Get Even More Visitors To Your Blog, Upgrade To A Business Listing >>

Quick Crit: Riz Ahmed Capably Shoulders ‘Sound of Metal’

As terrible as it is to start a review with a qualitative judgment, nobody can afford to follow old-school guidelines with Google’s new SEO rules, whatever they may be — we’re all still figuring it out. So: Darius Marder’s ‘Sound of Metal’ is quite good, worth watching.

I did think it was something of a South Asian ‘Blue Valentine’/’Place Beyond the Pines’ at several points. Turns out the Marder is one of Derek Cianfrance’s co-writers. It’s definitely within Cianfrance’s sphere of narrative and aesthetic influence: An intense, macho lean-machine, the depth of whose pain and quest you will never understand, trades obsession for redemption in a rural setting following a life-altering personal disaster.

I know that nothing should interfere with the American indie hero staring existentially out a window, but I would have liked to see more of the atheist’s struggle with the fundamentalist religiosity of the 12 Step Program. However, that’s still the ultimate taboo in American filmmaking: One cannot, ever, say or portray anything negative about the Program, despite its repeated violations of the separation of church and state — they’ve lost a number of federal lawsuits in that vein — and the fact their success rate doesn’t merit it being court mandated for DUIs, and so forth. Good one-on-one psychotherapy is more effective. Dwelling a bit longer on the sanctimony of modern identity tropes would also have appealed to me more, but being too on the nose about big themes just isn’t Sundance cool. That’s actually the correct way to do it. I’ve long struggled with subtlety and being too didactic in my own work.

Olivia Cooke’s most believable moment

Still, the fact that America is the only society in the world that can turn addiction into a religion is a tendency hardwired into the DNA of our culture. It’s a pernicious national character flaw that poisons the Conversation on all sides: everything’s sacred, rigged for offense; everyone’s opinions are catechisms; every emotion is part of some litany or other. The slightest transgression, no matter how valid and justified, is heresy, grounds for lifetime banishment. Maybe this film isn’t the place to address that, but it does need to be talked about more often, and less obliquely.

Riz Ahmed is mesmerizing as the Ryan Gosling character. They share the same fine, hypnotic collection of features: large, sorrowful eyes; classical hero’s resolute nose; sensuously curved mouth. That clipped, vaguely New Yawk edge to words is also Cianfrance’s brand of masculine presentation. To my eyes, Ahmed’s features are more attractive than Gosling’s, his performance more nuanced, but I’m biased toward South Asian pulchritude.

I’ve been a huge fan of Olivia Cooke’s since ‘Bates Motel’, but not for this. She’s too Mary Poppins-sweet to play a neo-Janis Joplin. While it’s astounding how much better so many British actors can do our accent than the real thing — but not vice-versa with as many of our actors — there’s a certain body language born of quintessentially American rage and trauma that is very difficult to nail fluently, especially by English roses with cheery dispositions.

I hope Ahmed wins the Oscar. It’s been a while since I’ve cheered for an actor.

The post Quick Crit: Riz Ahmed Capably Shoulders ‘Sound of Metal’ first appeared on Pure Film Creative.


This post first appeared on Pure Film Creative, please read the originial post: here

Share the post

Quick Crit: Riz Ahmed Capably Shoulders ‘Sound of Metal’

×

Subscribe to Pure Film Creative

Get updates delivered right to your inbox!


The task = Images in the entries are to be skipped, and everything else is to be written out exactly.

Data to use =
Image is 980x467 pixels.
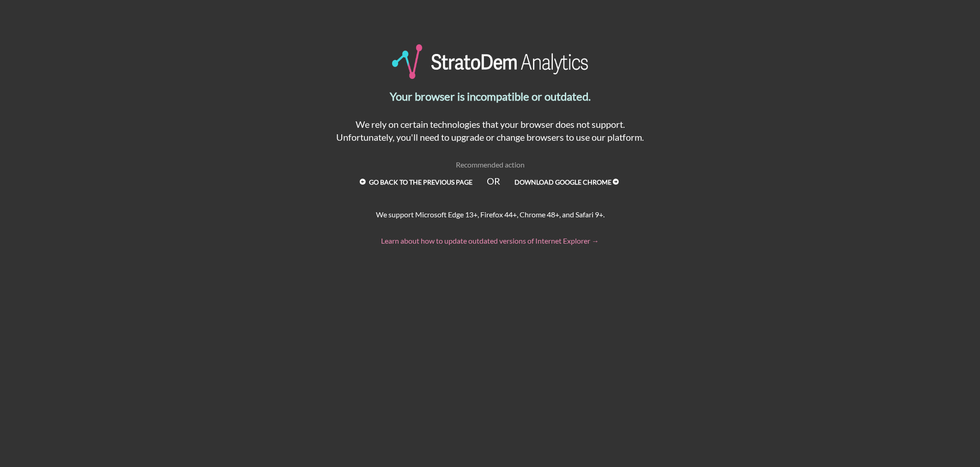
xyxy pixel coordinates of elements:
span: We support Microsoft Edge 13+, Firefox 44+, Chrome 48+, and Safari 9+. [376,210,604,219]
a: Download Google Chrome [501,175,634,190]
strong: Your browser is incompatible or outdated. [390,90,590,103]
span: Recommended action [456,160,524,169]
strong: Go back to the previous page [369,178,472,186]
a: Learn about how to update outdated versions of Internet Explorer → [381,237,599,245]
img: StratoDem Analytics [392,44,588,79]
a: Go back to the previous page [346,175,486,190]
strong: Download Google Chrome [514,178,611,186]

Response below =
Image is 980x467 pixels.
xyxy pixel coordinates of elements:
span: We support Microsoft Edge 13+, Firefox 44+, Chrome 48+, and Safari 9+. [376,210,604,219]
a: Download Google Chrome [501,175,634,190]
strong: Your browser is incompatible or outdated. [390,90,590,103]
span: Recommended action [456,160,524,169]
strong: Go back to the previous page [369,178,472,186]
a: Learn about how to update outdated versions of Internet Explorer → [381,237,599,245]
img: StratoDem Analytics [392,44,588,79]
a: Go back to the previous page [346,175,486,190]
strong: Download Google Chrome [514,178,611,186]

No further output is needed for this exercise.